15 March 2012

Three minutes to be like Sagan: Competition seeks short bits on science

Posted by mcadams

Julia DeMarines, of the Denver Museum of Nature & Science, uses a Frisbee as a model of the Milky Way to show where planets supporting life might be expected to form within a galaxy. Photo by Mary Catherine Adams, AGU.

Prove you’re the next Carl Sagan in three minutes or less. Now, go! That’s what young scientists, engineers and aspiring PhDs in the United States are being called to do – move an audience the way Sagan could, but in three minutes or less. Friday morning, a group of young speakers gathered at NASA headquarters in Washington, D.C., to give it a try.

Standing on a stage in front of four judges and facing an audience, twenty-four competitors responded to the challenge of making a complex scientific subject – like advanced mathematic equations and RNA analysis – tangible to a broad audience. On either side of the stage, tall posters asked “Are you the next Carl Sagan?” No pressure.

The communication competition – a bit like mini, all-science TEDTalks – is called FameLab Astrobiology and is part of a larger, international competition called FameLab. In the U.S., NASA and several other organizations host an astrobiology-themed competition to select a speaker to move on to the international finals, where any scientific topic is game. Each competitor prepares two three-minute speeches about any astrobiology topic, one for the morning heat and a second for the evening heat to be used if they make the cut. Props are the only acceptable visual aids, and competitors cannot use slides, video, charts, printed images, or any other kind of electronic media. “NO powerpoint allowed!” shouts a banner on the FameLab Astrobiology web site.

With his three minutes, Joshua Stern, a graduate student of synthetic biology at the Georgia Institute of Technology in Atlanta, used the analogy of packing the family van before a vacation to explain Monte Carlo simulations – computer-based ways of solving problems. Dad could sit down with paper and pen to find the best arrangement, working out each of many ways the suitcases could be turned and stacked like life-size Tetris pieces. Or he could stand behind the car and use trial-and-error. Trial-and-error, Stern said, was the way to go. Forgoing complicated systems of equations in favor of a little elbow grease is a lot like a Monte Carlo simulation: Try one method and use what did or did not work to improve the next attempt.
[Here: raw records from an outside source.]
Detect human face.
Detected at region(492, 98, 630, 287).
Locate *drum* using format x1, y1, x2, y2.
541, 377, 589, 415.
Rearrange the suitcases a couple of times until you get the best fit.

“Life,” Stern said in the last few seconds of his talk, “is like a 3.8 billion year Monte Carlo simulation.”
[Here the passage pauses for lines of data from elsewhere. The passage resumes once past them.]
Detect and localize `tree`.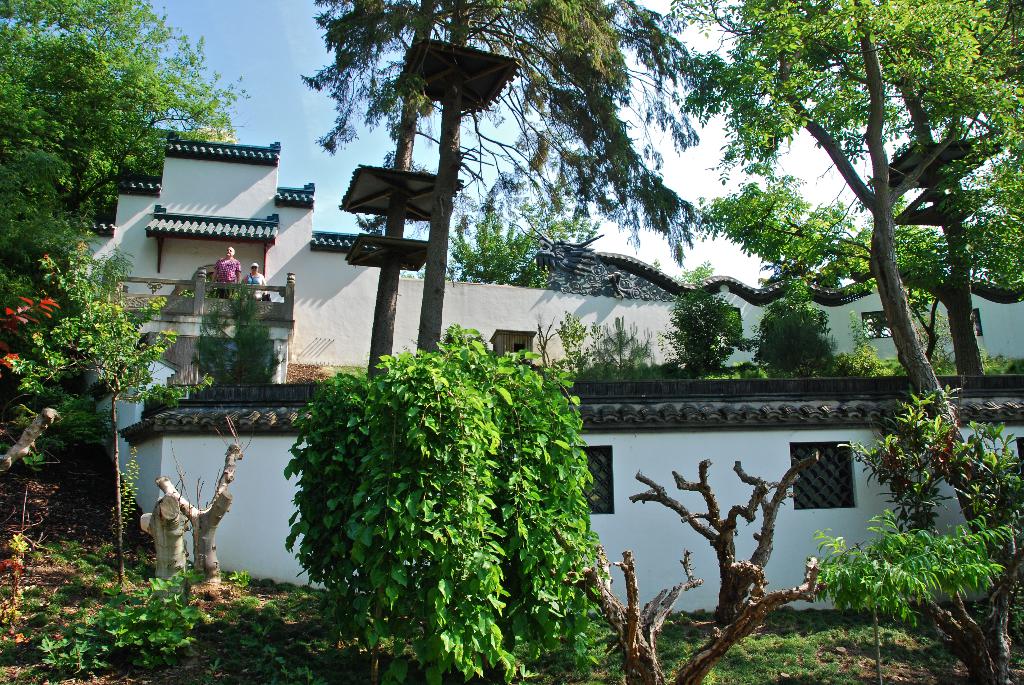
Localized at 301,0,661,363.
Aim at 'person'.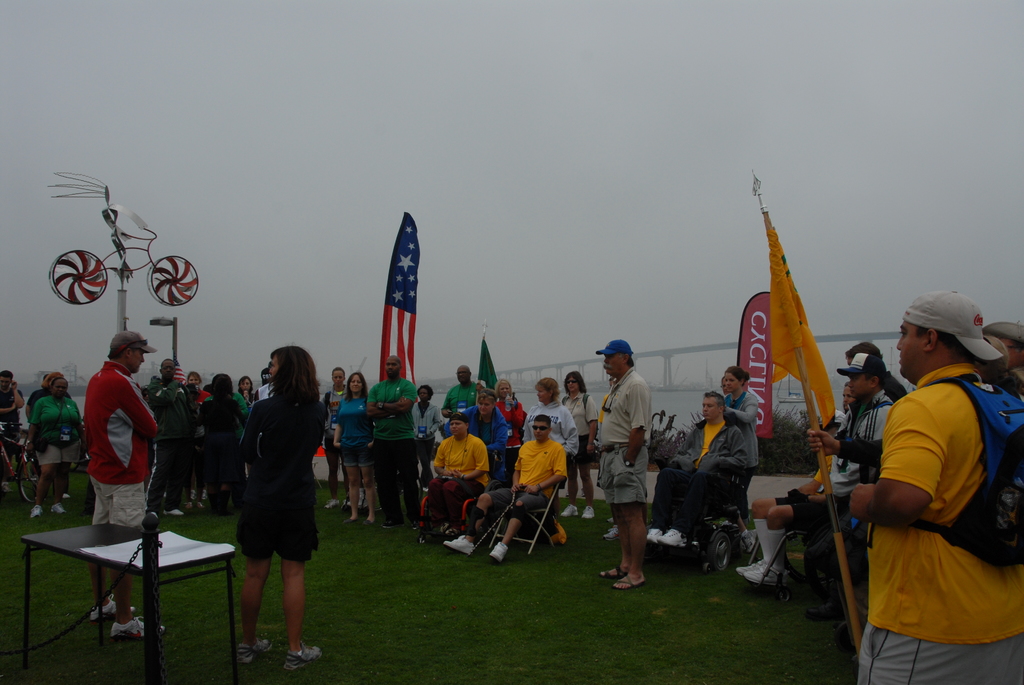
Aimed at bbox=(442, 416, 564, 560).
It was hard preparing for the short speech, Stern said, but tips from an undergraduate theater class helped him with memorization. “The speech shouldn’t sound memorized but it still needs to be remembered,” he said. “That’s the really tricky part – remembering it and being able to improvise on the delivery.”

While Stern relied on his energy and the visual of a family cramming luggage into a 2001 Chrysler minivan for his talk, other speakers included props. Julia DeMarines, assistant to the curator of astrobiology at the Denver Museum of Nature & Science, used a Frisbee as a model of the Milky Way Galaxy. Pointing to the center of the Frisbee, DeMarines explained that stars at the center of a galaxy are clustered too closely, causing too much chaos, to support life. At the edges, she said while touching the rim of the flying disc, there is too little interaction to sustain life. The region in between is where scientists expect life to exist, in an area called the galactic habitable zone.

Becky McCauley, a PhD candidate studying astrobiology at Pennsylvania State University, used a skewer and a small ball to illustrate how the movement of the Earth’s axis – the imaginary line running through our planet’s core – affects climate and causes seasons.

Walking out on stage with the skewer in her hair, McCauley drew it out during her talk, threading the sphere onto the stick as she introduced the term “axis.” Though the judges applauded her for having a great prop, they cautioned that the long stick protruding from her head when she first walked on stage was too distracting. You could have the greatest sportscaster of the century on TV, said judge Bill Margol with National Geographic Television, but if his tie is crooked that is all people will see.

After communications training in the afternoon, the judges announced the ten finalists who would compete in the evening heat at the National Geographic Society headquarters in downtown Washington, D.C. There, one overall winner, Noah Hammond, a research assistant with the Carl Sagan Center at the SETI Institute in Mountain View, Calif., was selected to move on to the national competition at the Astrobiology Science Conference (AbSciCon) in Atlanta this April.

Three more overall winners will come from two additional regional competitions and an online competition held on YouTube. Six additional “wild card” competitors from the preliminary competitions will join them. Of those ten competing in Atlanta, one will be chosen as the national winner and will compete against competitors from 20 other countries at the FameLab International final in the United Kingdom this June.